I am being disciplined because I am yours.

No pain, no gain

Many times, failure can be a gateway to freedom.

Pray like Moses. Fight like Joshua.

Do not be arrogant.

For behold, the day is coming, burning like an oven, when all the arrogant and all evildoers will be stubble. The day is coming shall set them ablaze, says the Lord of hosts, so that it will leave them neither root nor branch. But for you who fear my name, the sun of righteousness shall rise with healing in its wings.

Malachi 4:1-2a

Repent. Return to God.
Give to him what is rightfully his.

"Look without and be distressed. Look within and be depressed. Look at Jesus and be at rest."

– Corrie ten Boom

He’s challenging me using temporary/present circumstances to mature me, so that I may have the characteristics of christ for the coming ages. I can’t disregard and compartmentalize these learning opportunities (hardships/struggles) and say that they’re just “temporary”. This mindset causes me to minimize the weight of the situation that God desires to use for His glory.

This will require of me to shift perspectives, change my attitude, learn new tools, and treasure Jesus all the more.

Pray for me. I need courage.

Psalm 73:21-28

When my soul was embittered, when I was pricked in heart,  I was brutish and ignorant; I was like a beast toward you.  Nevertheless, I am continually with you; you hold my right hand.  You guide me with your counsel, and afterward you will receive me to glory.  Whom have I in heaven but you? And there is nothing on earth that I desire besides you.  My flesh and my heart may fail, but God is the strength[b] of my heart and my portion forever.  For behold, those who are far from you shall perish; you put an end to everyone who is unfaithful to you.  But for me it is good to be near God; I have made the Lord God my refuge, that I may tell of all your works.

If we have not caught the meaning of the tremendous moral aspect of the Atonement it is because we have never prayed this prayer, “Search me, O God.” Are we sincere enough to ask God to search us, and sincere enough to abide by what His searching reveals?


SOURCE: The Servant as His Lord
Reflections: Which of my convictions have more to do with my own personal preferences than with God’s revelation?

My utmost for his highest

How frequently am I uncomfortable for Christ’s sake?

There’s no doubt, the Why questions of suffering are utterly perplexing. And as we search the Scriptures and consider stories such as Job’s, we are tempted to see those as worst-case scenarios designed to help us get our heads straight in relation to our comparatively small “first world” problems. We look for ways to manage pain. We medicate; we minimize; we moralize. We rage, and we run. We develop theories to explain what is happening to us. While they may temporarily help us categorize and compartmentalize our thoughts and feelings, when true suffering comes, all our speculations fall flat.
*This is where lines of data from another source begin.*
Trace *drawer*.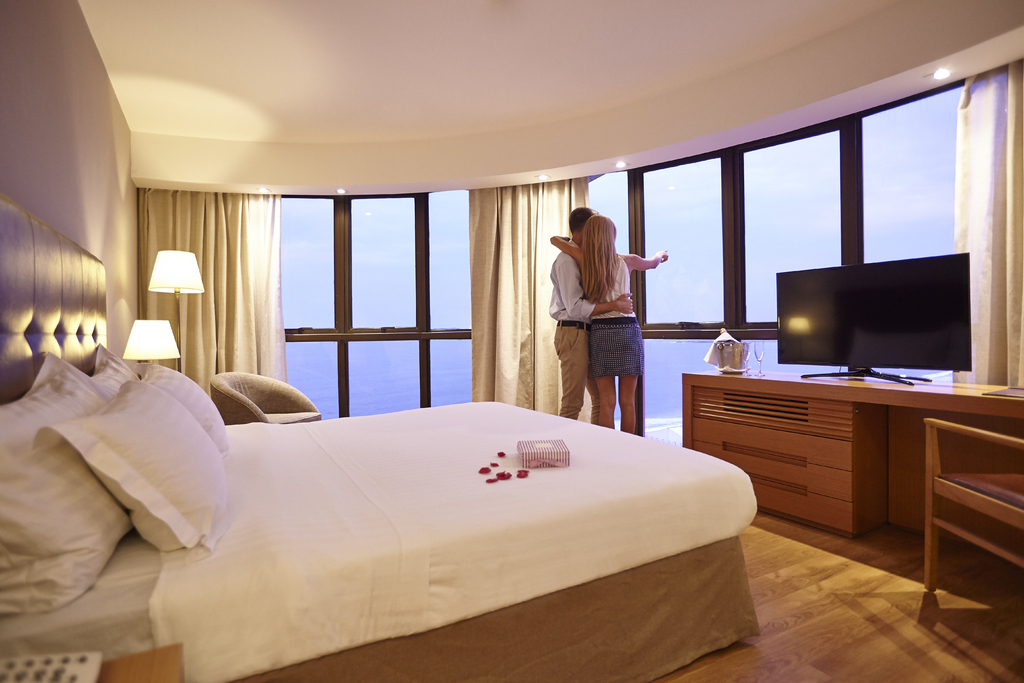
Traced to locate(689, 415, 857, 472).
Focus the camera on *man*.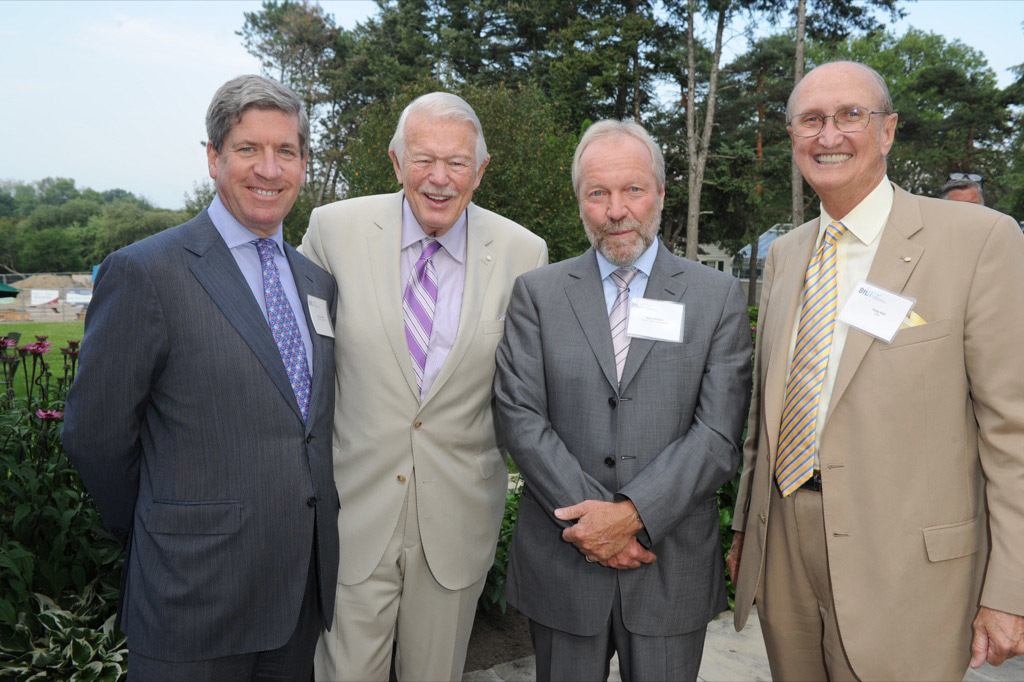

The Why’s of suffering keep us shrouded in a seemingly bottomless void of abstraction where God is reduced to a finite ethical agent, a limited psychological personality, whose purposes measure on the same scale as ours.
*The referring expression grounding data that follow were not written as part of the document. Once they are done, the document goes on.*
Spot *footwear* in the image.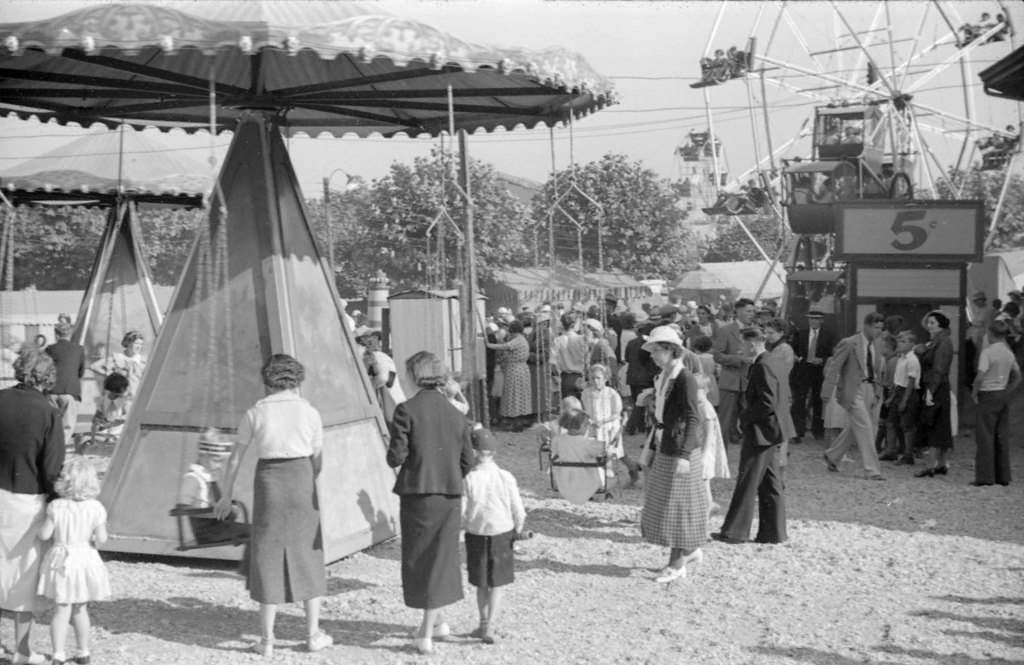
*footwear* found at (469, 611, 484, 640).
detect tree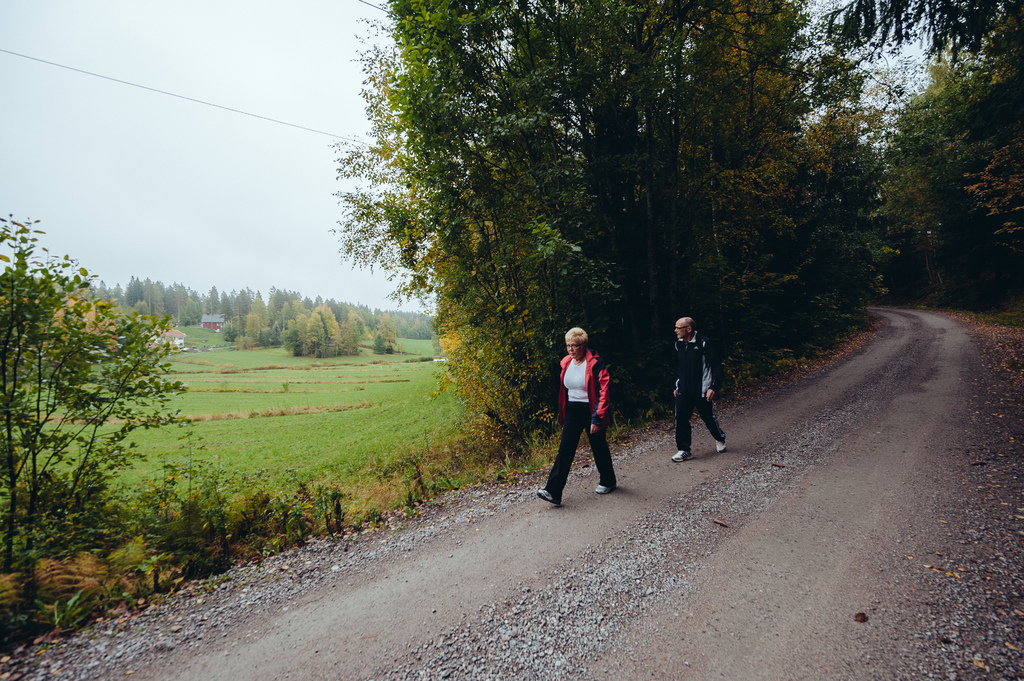
[left=40, top=255, right=193, bottom=559]
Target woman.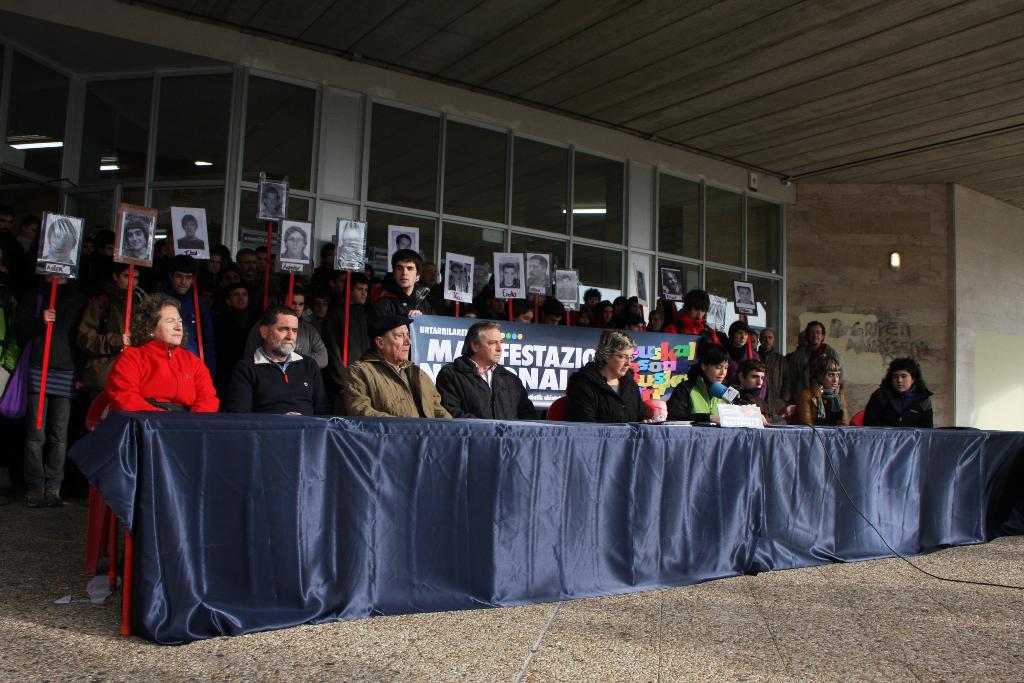
Target region: box=[726, 324, 766, 401].
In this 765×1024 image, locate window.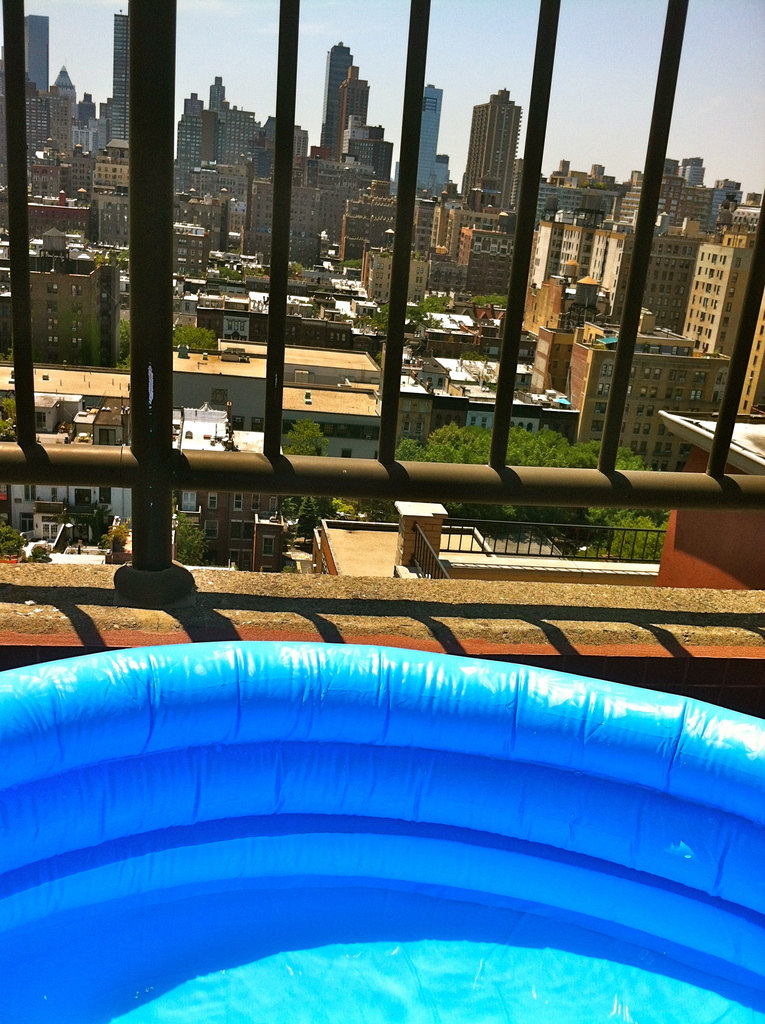
Bounding box: {"left": 207, "top": 491, "right": 221, "bottom": 509}.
But since no one alive can see the beginning from the end, from the divine vantage point, we’re left stranded in a prison of inscrutability. And sadly, we often prefer our confinement to the disorienting possibility that our suffering is actually ordained, that God is involved in it. Ray Ortlund said:

When the righteous cannot connect the realities of their experience with the truths of God, then God is calling them to trust him that there is more to it than they can see. As with Job, there is a battle being fought in the heavenlies. Trust in God, not explanations from God, is the pathway through suffering.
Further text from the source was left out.